Ever since 1963, the official Israeli policy regarding the possibility (!) that it has nuclear weapons has been– as Shimon Peres first said that year– that “we shall not be the ones to introduce nuclear weapons into the area.”
(Yossi Melman gives some background to that utterance, in this article about the recent incident in which Ehud Olmert –intentionally or otherwise– clearly implied that Israel is indeed a nuclear-weapons power.)
Of course, it all depends what the meaning of the word “introduce” is, doesn’t it?
US policymakers, who for those past 43 years, have been terrified of finding out– or, more to the point, terrified of publicly acknowledging— what the actual status of Israel’s nuclear-weapons program is, have spent all of those 43 years studiously avoiding ever trying to find out what “introduce” means.
Basically, though, does the Peres utterance mean, “We shan’t be the first to acquire nukes?” or does it mean, “We shan’t be the first to use ’em?”
No-one in Washington DC ever wanted to ask.
I have just scanned and uploaded a copy of my Summer 1988 article Israel’s Nuclear Game: The U.S. Stake, which explores some of these issues. You can find it:
here. (It’s a 1.1 MB PDF file, so you might want to wait till you’re on a fast link before downloading?)
… Anyway, back in the 1950s, the Israelis enjoyed close nuclear cooperation with France, which gave their buddy Peres most of the technology he needed. Later, they had continuing technical coordination in this field with both the Shah’s Iran and with apartheid-era South Africa (which may well have helped the Israelis test a nuclear “device” over the South Atlantic back in 1979.)
I wonder what kind of information one might be able to get from South Africa, these days, about the nature of that cooperation?? What I do see from this simple chronology of South Africa’s nuclear program, is that in September 1989,
- At a meeting of his senior political aides and advisors, President F.W. de Klerk declares that in order to end South Africa’s isolation from the international community, both the political system of apartheid and the nuclear weapons program must be dismantled.
So the two deeply transgressive and violent policies were thereafter abandoned in tandem…
Contrast that with this second great Shimon Peres quote, this time from 1998: “We have built a nuclear option, not in order to have a Hiroshima, but to have an Oslo.” (source: here, at footnote 110.)
I note, first of all, that the always halfhearted peace “process” that Peres engaged in in Oslo with the PLO never got anywhere… So now, Israel still has both its near-permanent occupation of Palestine plus its nuclear weapons… Plus, I note that the difference in the two situations was basically that South Africa came under huge international pressure to end both apartheid and its nuclear-weapons program.
Whereas Israel– ?
And finally here: an estimate fromJane’s Intelligence Review in 1997 estimating the size of Israel’s nuclear arsenal at a whopping “>400 deliverable thermonuclear weapons” (same source as the last one, at footnote 172.)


Your task: Reproduce the whole listing exactly and let no picture into the copy.

Available data:
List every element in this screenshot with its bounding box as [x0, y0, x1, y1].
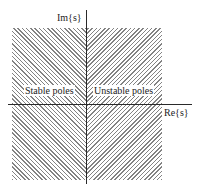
imaginary-axis-label: Im{s} — [57, 12, 82, 23]
real-axis — [8, 104, 192, 105]
real-axis-label: Re{s} — [164, 107, 189, 118]
stable-poles-label: Stable poles — [24, 85, 75, 96]
unstable-poles-label: Unstable poles — [93, 85, 154, 96]
imaginary-axis — [86, 10, 87, 184]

Response to this exercise:
List every element in this screenshot with its bounding box as [x0, y0, x1, y1].
imaginary-axis-label: Im{s} — [57, 12, 82, 23]
real-axis — [8, 104, 192, 105]
real-axis-label: Re{s} — [164, 107, 189, 118]
stable-poles-label: Stable poles — [24, 85, 75, 96]
unstable-poles-label: Unstable poles — [93, 85, 154, 96]
imaginary-axis — [86, 10, 87, 184]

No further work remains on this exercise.